» **Provided information**
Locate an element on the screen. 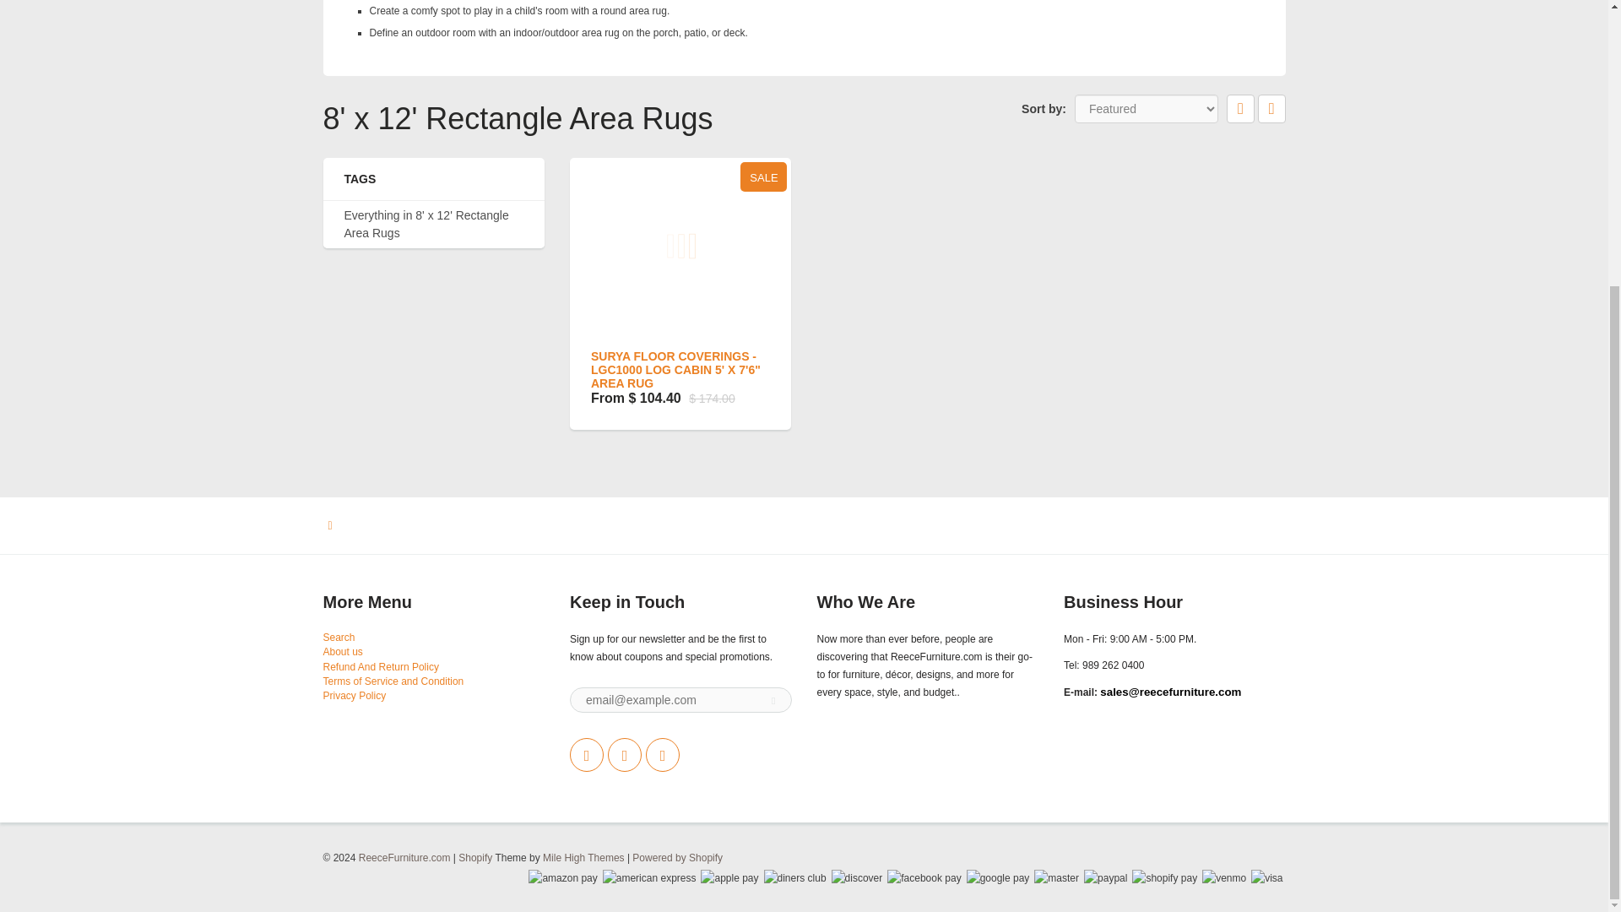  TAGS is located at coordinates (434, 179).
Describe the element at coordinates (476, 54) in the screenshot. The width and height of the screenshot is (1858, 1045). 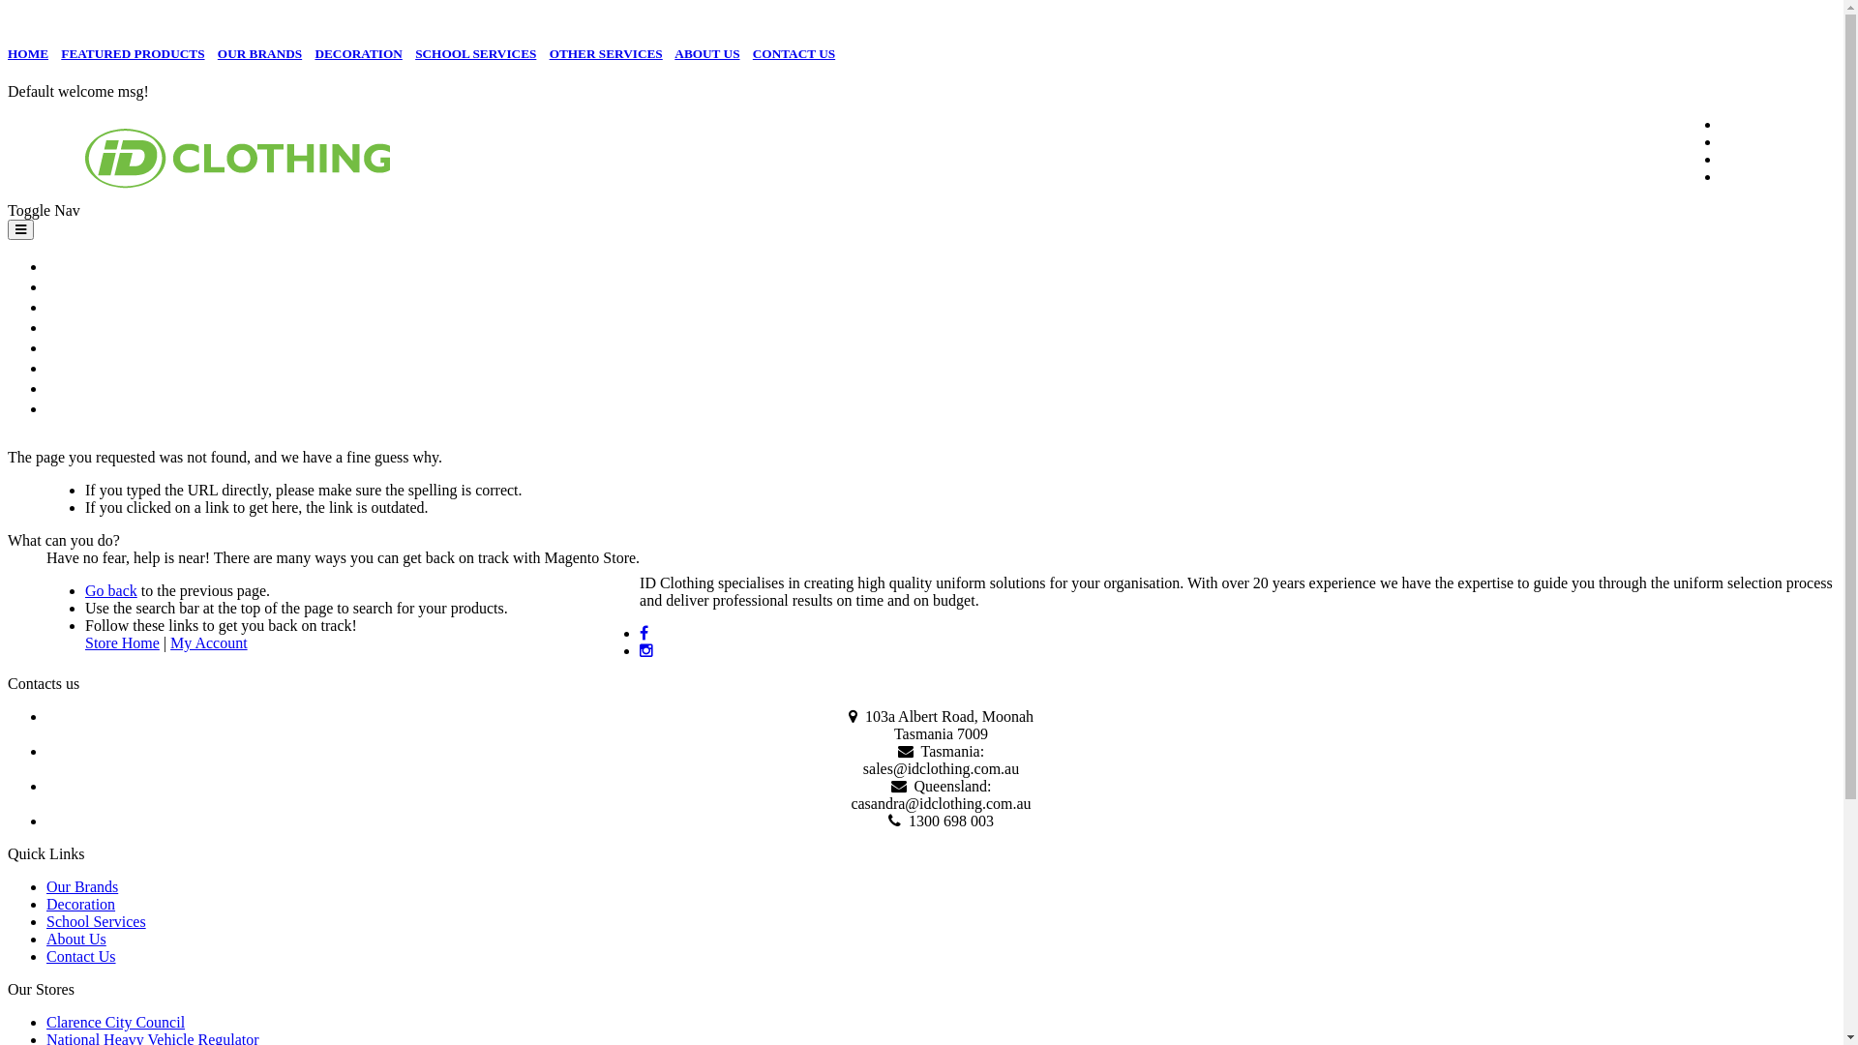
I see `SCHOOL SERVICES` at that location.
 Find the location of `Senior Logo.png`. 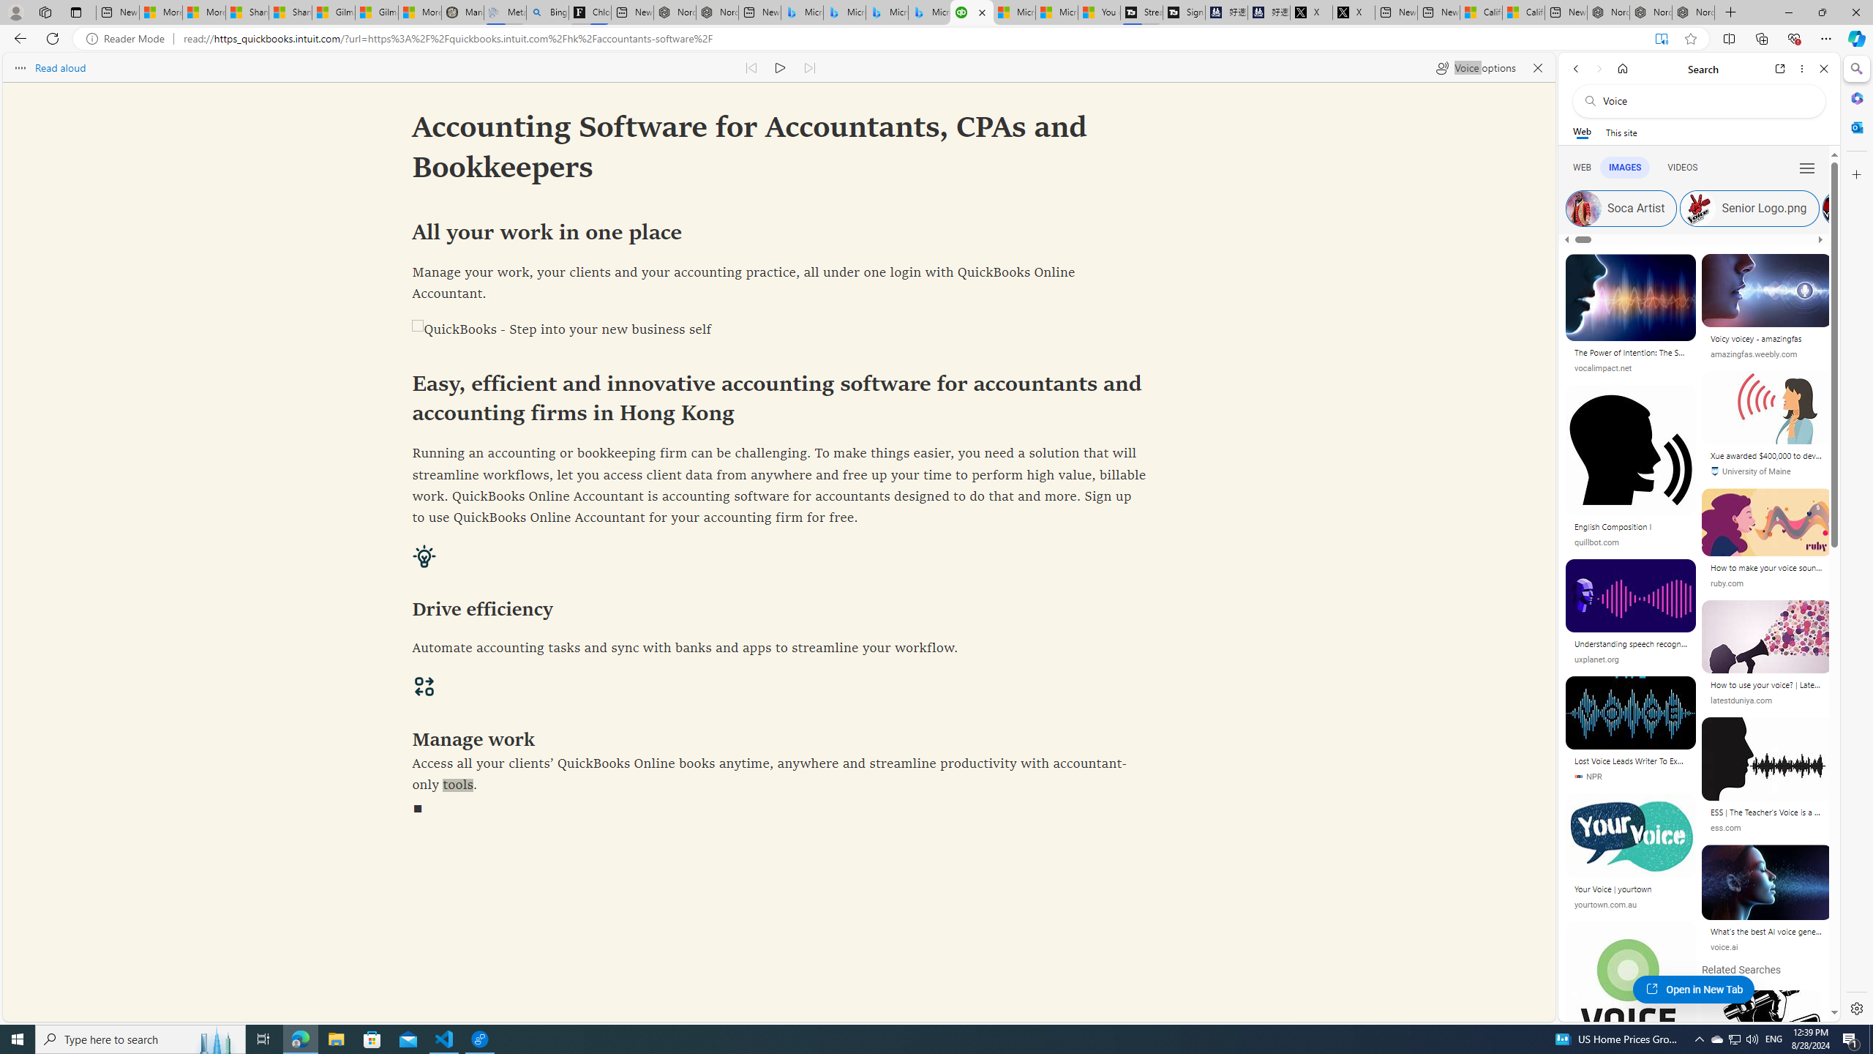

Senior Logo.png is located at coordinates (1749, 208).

» **Work request**
Please retype the lines from the one containing "Describe the element" through the last line of the records above, exactly as written, and leave out any pictures.

» **Written solution**
Describe the element at coordinates (476, 54) in the screenshot. The width and height of the screenshot is (1858, 1045). 
I see `SCHOOL SERVICES` at that location.
 Find the location of `Senior Logo.png`. 

Senior Logo.png is located at coordinates (1749, 208).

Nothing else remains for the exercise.